Natural Dog Training

Natural dog training is a method of dog training that doesn't try to change your dog's behavior but works with your dog's natural instincts to help owner and dog co-exist. It differs from traditional dog training methods, which use operant and classical conditioning to create new associations and behaviors in place of problem behaviors.

Traditional Training

Traditional training is typically based on identifying problem behaviors and teaching your dog what you would like him to do instead. For example, rather than allowing your dog to exercise his instinct to jump, you may teach him to sit instead.

To do this, you make sitting more rewarding. You ignore your dog completely when he is jumping and lavish him with attention while sitting. Thus, you create a positive association with sitting and a negative association with jumping. This allows you to phase out behaviors you don't like, creating new default behaviors.

Natural Dog Training

Natural dog training is based on the foundation that neither dominance training nor learning theory training are effective enough in capturing the true nature of the dog.

Natural dog training claims to accept your dog's energy and work with it rather than against it. Thus, rather than teaching your dog new behaviors, it contends that your dog already knows how to perform all the behaviors that you like. The challenge in training is finding situations where your dog can do those behaviors naturally when you want him to perform them.

Natural dog trainers say that dogs want to create harmony within their group. By creating a harmonious group, your dog will naturally fall in line with what you want him to do to make sure and maintain that harmony. It claims that there are no problem behaviors, so nothing needs to be fixed.

Fundamental Laws of Nature

Natural dog training then uses the fundamental laws of nature, such as thermodynamics, conservation of energy, gravity and so on to determine how a dog's energy works to inform its mind. This is based on the premise that dogs don't connect mentally but physically with their surroundings.

Natural dog trainers contend that dogs don't use reason or cognition and don't learn by forming associations, which is what traditional dog training hinges on. For example, traditional training relies on the idea that if my dog is rewarded for sitting, he will not jump. Natural dog training disputes this completely. Instead, it claims dogs learn based on how the energy flows through their body and how that action makes them feel.

Four Steps of Training

Natural dog training is broken down into four steps:

  • Create energy in the dog
  • Channel that energy to the owner
  • Harden this energy to make sure it will withstand instincts and habits
  • Shape that energy into desirable behavior, such as sit, heel, come etc.

However, in the natural dog training method, trainers claim that the fourth step is not that important. If the first three steps are completed, the owner will be the most important piece of the dog's world, so he will naturally perform the fourth step in order to create harmony.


### What is being asked
For every line below, output the text exactly and leave out images.

Web page and app entries
---+---

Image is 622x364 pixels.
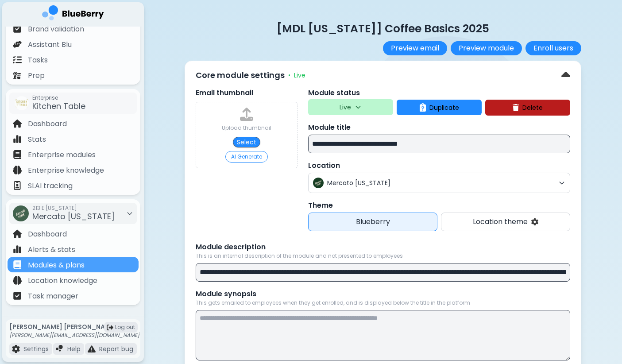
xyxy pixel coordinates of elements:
[13,24,21,33] img: file icon
[28,181,72,191] p: SLAI tracking
[28,276,98,286] p: Location knowledge
[28,244,75,255] p: Alerts & stats
[451,41,522,55] button: Preview module
[28,165,104,176] p: Enterprise knowledge
[13,119,21,128] img: file icon
[32,205,115,212] span: 213 E [US_STATE]
[327,179,555,187] span: Mercato [US_STATE]
[420,103,426,112] img: duplicate
[9,332,139,339] p: [PERSON_NAME][EMAIL_ADDRESS][DOMAIN_NAME]
[13,245,21,254] img: file icon
[339,103,351,111] p: Live
[13,150,21,159] img: file icon
[28,229,67,240] p: Dashboard
[312,217,433,227] p: Blueberry
[32,94,85,101] span: Enterprise
[24,345,49,353] p: Settings
[473,217,528,227] p: Location theme
[28,291,78,301] p: Task manager
[13,291,21,300] img: file icon
[196,288,571,299] p: Module synopsis
[196,252,571,259] p: This is an internal description of the module and not presented to employees
[88,345,95,353] img: file icon
[28,70,45,81] p: Prep
[383,41,447,55] button: Preview email
[28,134,46,145] p: Stats
[107,324,113,331] img: logout
[13,166,21,174] img: file icon
[13,276,21,285] img: file icon
[32,211,115,222] span: Mercato [US_STATE]
[286,71,306,79] div: Live
[13,40,21,49] img: file icon
[68,345,80,353] p: Help
[313,177,324,188] img: company thumbnail
[561,68,571,83] img: down chevron
[513,104,519,111] img: delete
[13,229,21,238] img: file icon
[28,118,67,129] p: Dashboard
[308,200,571,211] p: Theme
[196,242,571,252] p: Module description
[42,5,104,24] img: company logo
[225,151,268,162] button: AI Generate
[308,122,571,133] p: Module title
[525,41,581,55] button: Enroll users
[9,323,139,331] p: [PERSON_NAME] [PERSON_NAME]
[222,124,271,131] div: Upload thumbnail
[233,137,261,147] button: Select
[99,345,134,353] p: Report bug
[240,108,253,121] img: upload
[397,100,482,115] button: Duplicate
[28,39,72,50] p: Assistant Blu
[196,299,571,306] p: This gets emailed to employees when they get enrolled, and is displayed below the title in the pl...
[28,150,95,160] p: Enterprise modules
[430,103,459,112] span: Duplicate
[28,55,48,65] p: Tasks
[485,100,571,116] button: Delete
[184,21,581,36] p: [MDL [US_STATE]] Coffee Basics 2025
[56,345,64,353] img: file icon
[196,88,298,98] p: Email thumbnail
[13,181,21,190] img: file icon
[13,205,29,221] img: company thumbnail
[13,261,21,269] img: file icon
[308,99,393,115] button: Live
[13,55,21,64] img: file icon
[13,135,21,144] img: file icon
[13,71,21,80] img: file icon
[308,160,571,171] p: Location
[28,24,84,34] p: Brand validation
[32,100,85,112] span: Kitchen Table
[115,324,135,331] span: Log out
[14,96,29,110] img: company thumbnail
[12,345,20,353] img: file icon
[288,71,291,80] span: •
[28,260,85,271] p: Modules & plans
[531,218,538,226] img: settings
[196,69,285,81] p: Core module settings
[308,88,571,98] p: Module status
[522,103,543,112] span: Delete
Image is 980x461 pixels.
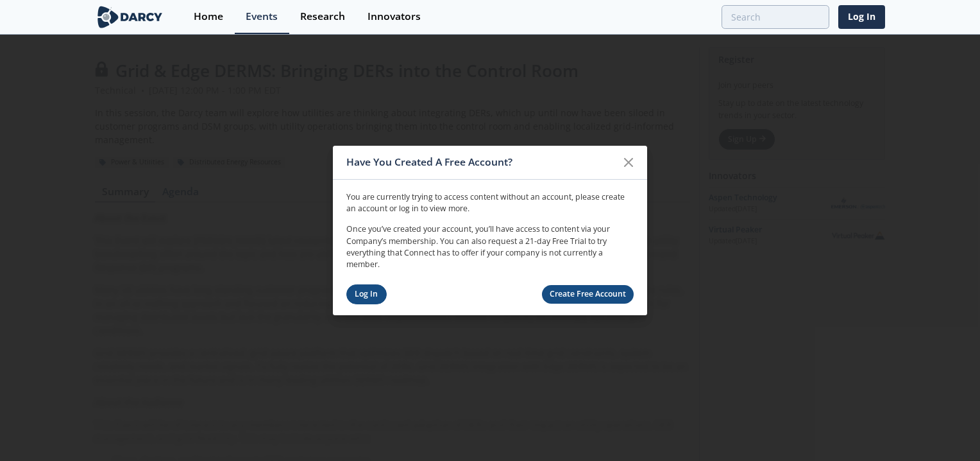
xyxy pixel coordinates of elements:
[367,11,421,22] div: Innovators
[838,5,885,29] a: Log In
[194,11,223,22] div: Home
[542,285,634,304] a: Create Free Account
[346,284,387,304] a: Log In
[346,190,634,214] p: You are currently trying to access content without an account, please create an account or log in...
[95,6,165,28] img: logo-wide.svg
[346,223,634,271] p: Once you’ve created your account, you’ll have access to content via your Company’s membership. Yo...
[722,5,830,29] input: Advanced Search
[346,150,616,174] div: Have You Created A Free Account?
[300,11,345,22] div: Research
[246,11,278,22] div: Events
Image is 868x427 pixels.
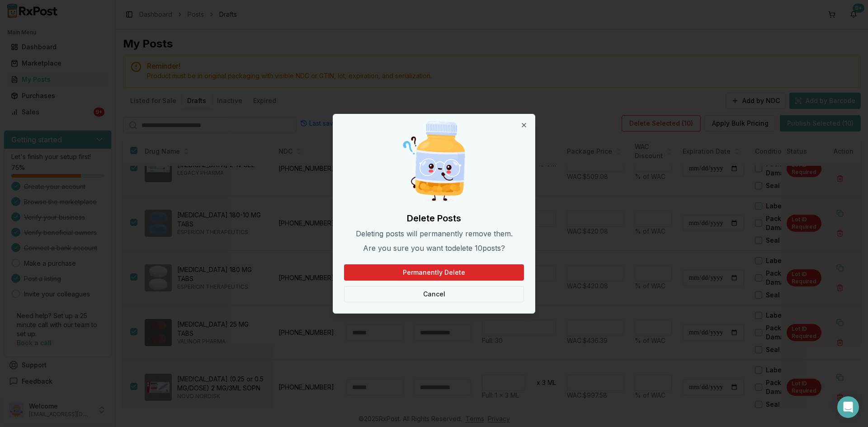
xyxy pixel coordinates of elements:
[344,286,524,303] button: Cancel
[344,228,524,239] p: Deleting posts will permanently remove them.
[344,243,524,253] p: Are you sure you want to delete 10 post s ?
[344,264,524,280] button: Permanently Delete
[344,212,524,225] h2: Delete Posts
[391,118,477,205] img: Curious Pill Bottle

---+---

### Result of this exercise
Image is 622x364 pixels.
xyxy pixel coordinates of elements:
[13,24,21,33] img: file icon
[28,181,72,191] p: SLAI tracking
[28,276,98,286] p: Location knowledge
[28,244,75,255] p: Alerts & stats
[451,41,522,55] button: Preview module
[28,165,104,176] p: Enterprise knowledge
[13,119,21,128] img: file icon
[32,205,115,212] span: 213 E [US_STATE]
[327,179,555,187] span: Mercato [US_STATE]
[420,103,426,112] img: duplicate
[9,332,139,339] p: [PERSON_NAME][EMAIL_ADDRESS][DOMAIN_NAME]
[13,245,21,254] img: file icon
[339,103,351,111] p: Live
[13,150,21,159] img: file icon
[28,229,67,240] p: Dashboard
[312,217,433,227] p: Blueberry
[32,94,85,101] span: Enterprise
[24,345,49,353] p: Settings
[473,217,528,227] p: Location theme
[28,291,78,301] p: Task manager
[13,291,21,300] img: file icon
[196,288,571,299] p: Module synopsis
[196,252,571,259] p: This is an internal description of the module and not presented to employees
[88,345,95,353] img: file icon
[28,70,45,81] p: Prep
[383,41,447,55] button: Preview email
[28,134,46,145] p: Stats
[107,324,113,331] img: logout
[13,166,21,174] img: file icon
[13,276,21,285] img: file icon
[32,211,115,222] span: Mercato [US_STATE]
[286,71,306,79] div: Live
[13,40,21,49] img: file icon
[68,345,80,353] p: Help
[313,177,324,188] img: company thumbnail
[561,68,571,83] img: down chevron
[513,104,519,111] img: delete
[13,229,21,238] img: file icon
[28,118,67,129] p: Dashboard
[308,200,571,211] p: Theme
[196,242,571,252] p: Module description
[42,5,104,24] img: company logo
[225,151,268,162] button: AI Generate
[308,122,571,133] p: Module title
[525,41,581,55] button: Enroll users
[9,323,139,331] p: [PERSON_NAME] [PERSON_NAME]
[222,124,271,131] div: Upload thumbnail
[233,137,261,147] button: Select
[99,345,134,353] p: Report bug
[240,108,253,121] img: upload
[397,100,482,115] button: Duplicate
[28,39,72,50] p: Assistant Blu
[196,299,571,306] p: This gets emailed to employees when they get enrolled, and is displayed below the title in the pl...
[28,150,95,160] p: Enterprise modules
[430,103,459,112] span: Duplicate
[28,55,48,65] p: Tasks
[485,100,571,116] button: Delete
[184,21,581,36] p: [MDL [US_STATE]] Coffee Basics 2025
[56,345,64,353] img: file icon
[196,88,298,98] p: Email thumbnail
[13,181,21,190] img: file icon
[13,205,29,221] img: company thumbnail
[13,261,21,269] img: file icon
[308,99,393,115] button: Live
[13,55,21,64] img: file icon
[13,135,21,144] img: file icon
[13,71,21,80] img: file icon
[308,160,571,171] p: Location
[28,24,84,34] p: Brand validation
[32,100,85,112] span: Kitchen Table
[115,324,135,331] span: Log out
[14,96,29,110] img: company thumbnail
[12,345,20,353] img: file icon
[288,71,291,80] span: •
[28,260,85,271] p: Modules & plans
[531,218,538,226] img: settings
[196,69,285,81] p: Core module settings
[308,88,571,98] p: Module status
[522,103,543,112] span: Delete
Image is 980x461 pixels.
xyxy pixel coordinates of elements:
[367,11,421,22] div: Innovators
[838,5,885,29] a: Log In
[194,11,223,22] div: Home
[542,285,634,304] a: Create Free Account
[346,284,387,304] a: Log In
[346,190,634,214] p: You are currently trying to access content without an account, please create an account or log in...
[95,6,165,28] img: logo-wide.svg
[346,223,634,271] p: Once you’ve created your account, you’ll have access to content via your Company’s membership. Yo...
[722,5,830,29] input: Advanced Search
[346,150,616,174] div: Have You Created A Free Account?
[300,11,345,22] div: Research
[246,11,278,22] div: Events
Image is 868x427 pixels.
xyxy pixel coordinates of elements:
[344,286,524,303] button: Cancel
[344,228,524,239] p: Deleting posts will permanently remove them.
[344,243,524,253] p: Are you sure you want to delete 10 post s ?
[344,264,524,280] button: Permanently Delete
[344,212,524,225] h2: Delete Posts
[391,118,477,205] img: Curious Pill Bottle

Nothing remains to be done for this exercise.